The French town of Dreux considers ignoring a ruling in the French courts and to engage with a controversial energy operation in occupied Western Sahara.
A company partly owned by the French town of Dreux is seeking opportunities to engage with the Moroccan government in occupied Western Sahara, according to Moroccan and French media.
The plans involve the development of solar or wind energy infrastructure in the southern part of Western Sahara, largely occupied by Morocco since 1975, through its majority owned energy company Gedia.
Gedia is majority-owned by the town of Dreux, a town some 80 km west of Paris. In July 2025, Dreux’ mayor Pierre-Frédéric Billet travelled into the occupied territory alongside Gedia’s CEO Patrick Polge.

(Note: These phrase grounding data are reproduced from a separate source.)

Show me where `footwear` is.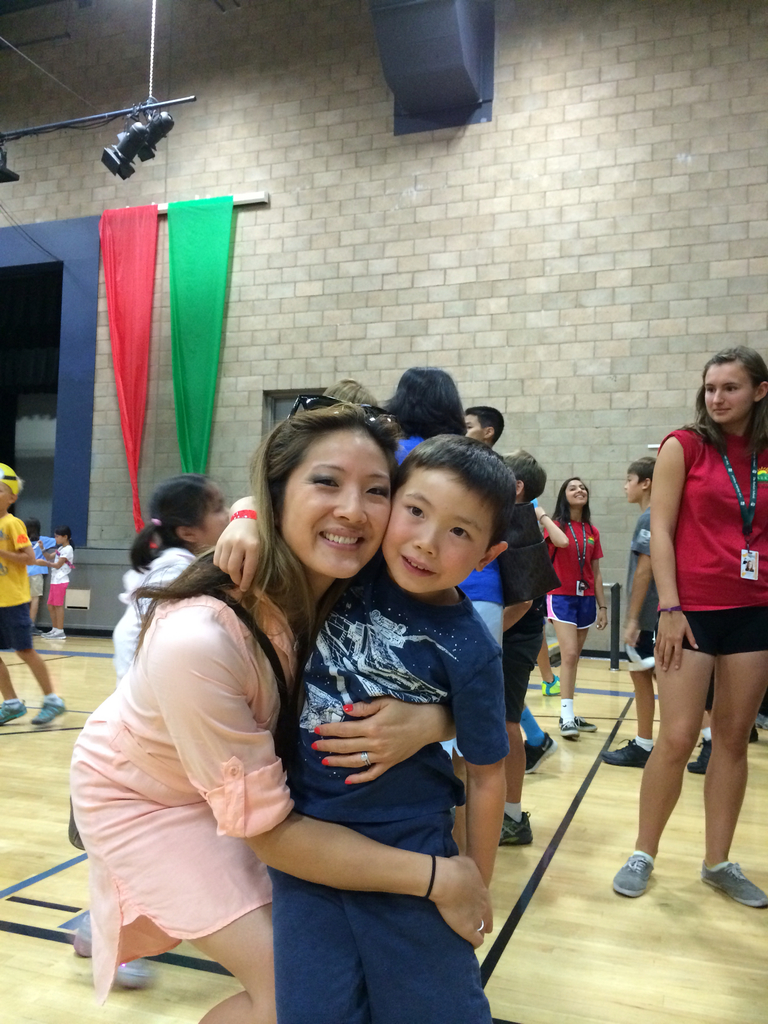
`footwear` is at [x1=597, y1=730, x2=653, y2=770].
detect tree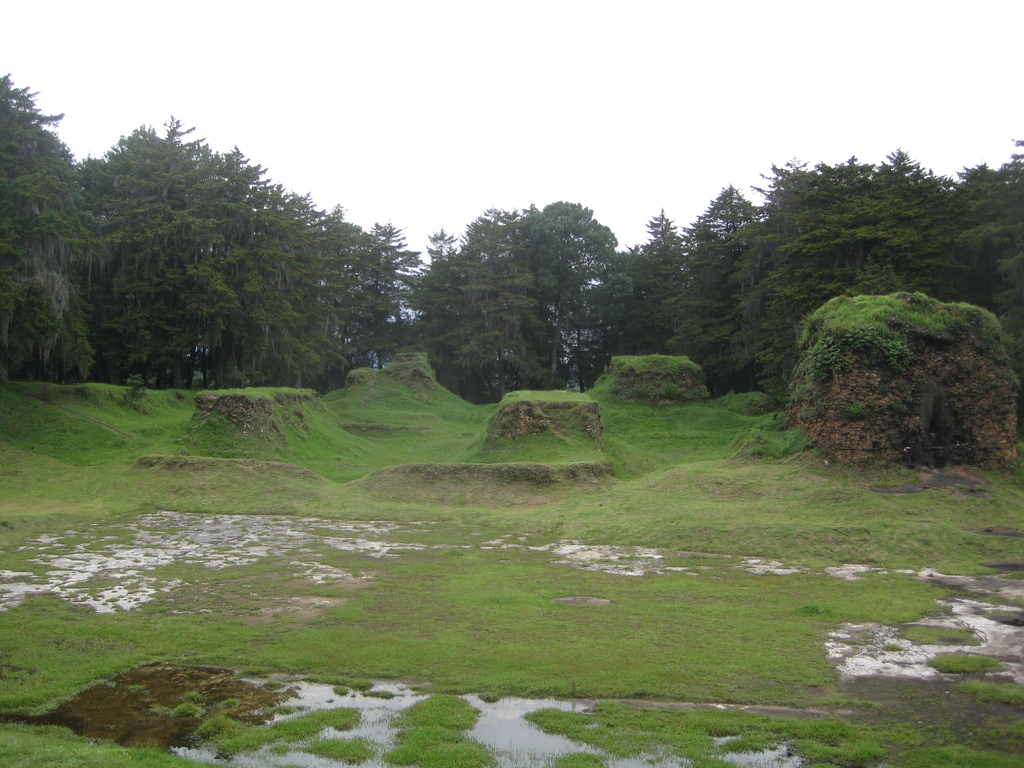
region(423, 223, 453, 372)
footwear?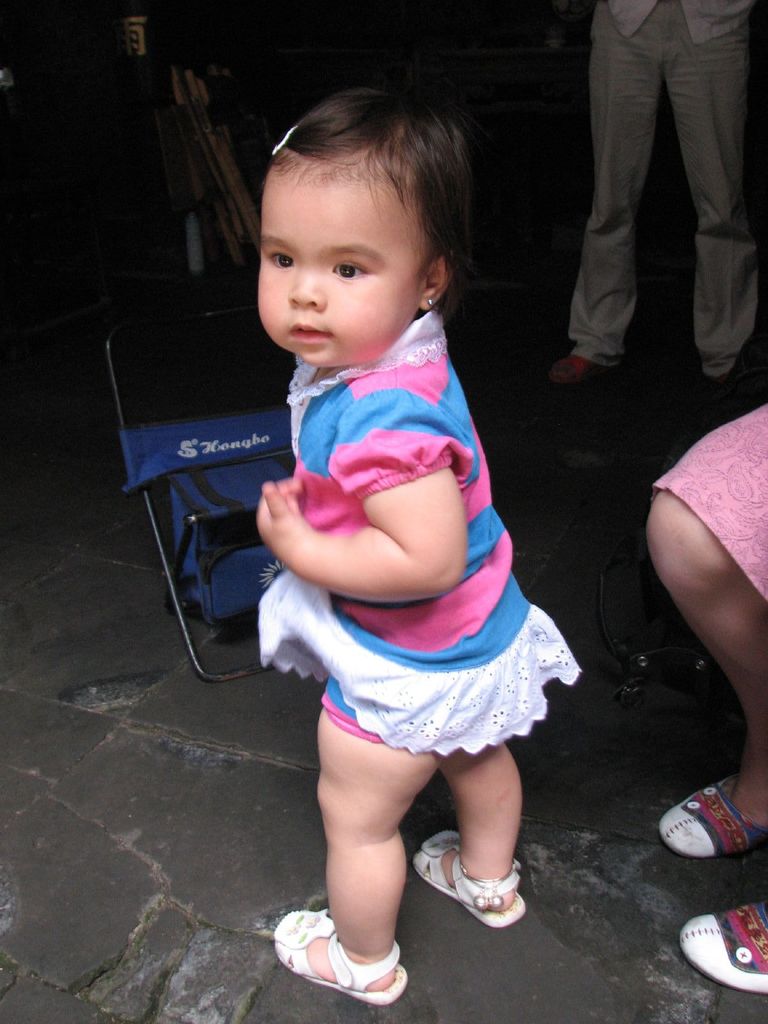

Local French media in Dreux reported that the visit aimed to advance both Gedia’s investment plans and a proposed “twinning” agreement between Dreux and the town of Dakhla, located in the occupied territory. On its website, the Dreux city council refers [or download] to Dakhla as part of the “Sahara marocain” – language that directly contradicts established international and European legal positions.
Western Sahara Resource Watch (WSRW) has contacted the municipality, asking how these plans can be reconciled with binding EU and international law on Western Sahara. To date, the Dreux city council has not responded.
The United Nations lists Western Sahara as a Non-Self-Governing Territory without an administering power. The International Court of Justice has confirmed that Morocco holds no sovereignty over the territory, whose people, the Saharawis, have the right to self-determination. The Court of Justice of the European Union (CJEU), in ten consecutive rulings since 2015, has affirmed Western Sahara’s “separate and distinct” status from Morocco, and ruled that no agreement with Morocco can be applied to the territory without the consent of the Saharawi people, represented by the Polisario Front.
Gedia’s plans, and those of its majority owner, appear to have taken shape at an event in the French Senate in autumn 2024. Following the gathering, Dreux' Mayor Billet posted on LinkedIn [or download] 1 December 2024: “Thank you to Salah BOURDI for this great and fruitful moment of exchanges between Moroccan, French, and French-Moroccan elected officials committed to Franco-Moroccan friendship at the Senate. The City of Dreux is more than ever a spearhead of this unique relationship. Renewable energies (#ENR) are a new gateway opened with the GEDIA Group.”
The Senate event took place around the same time as President Emmanuel Macron’s visit to Rabat, where he called for increased French investments in the illegally occupied territory.
Macron's position was not referenced in the January 2025 ruling of France's Conseil d’État, which upheld the CJEU's judgment in case C-399/22, confirming that Western Sahara is not part of Morocco. Political statements by President Emmanuel Macron thus carry no legal weight, and do not shield companies from litigation risks.
“As a public institution in an EU Member State, the City of Dreux - and by extension its majority-owned company Gedia - has a clear obligation to act in line with EU law”, said WSRW coordinator Sara Eyckmans.
“By pursuing projects in occupied Western Sahara through agreements with Morocco, they risk acting against the rulings of the EU Court of Justice, entrenching Morocco’s unlawful control, and undermining the Saharawi people’s right to determine their own future.”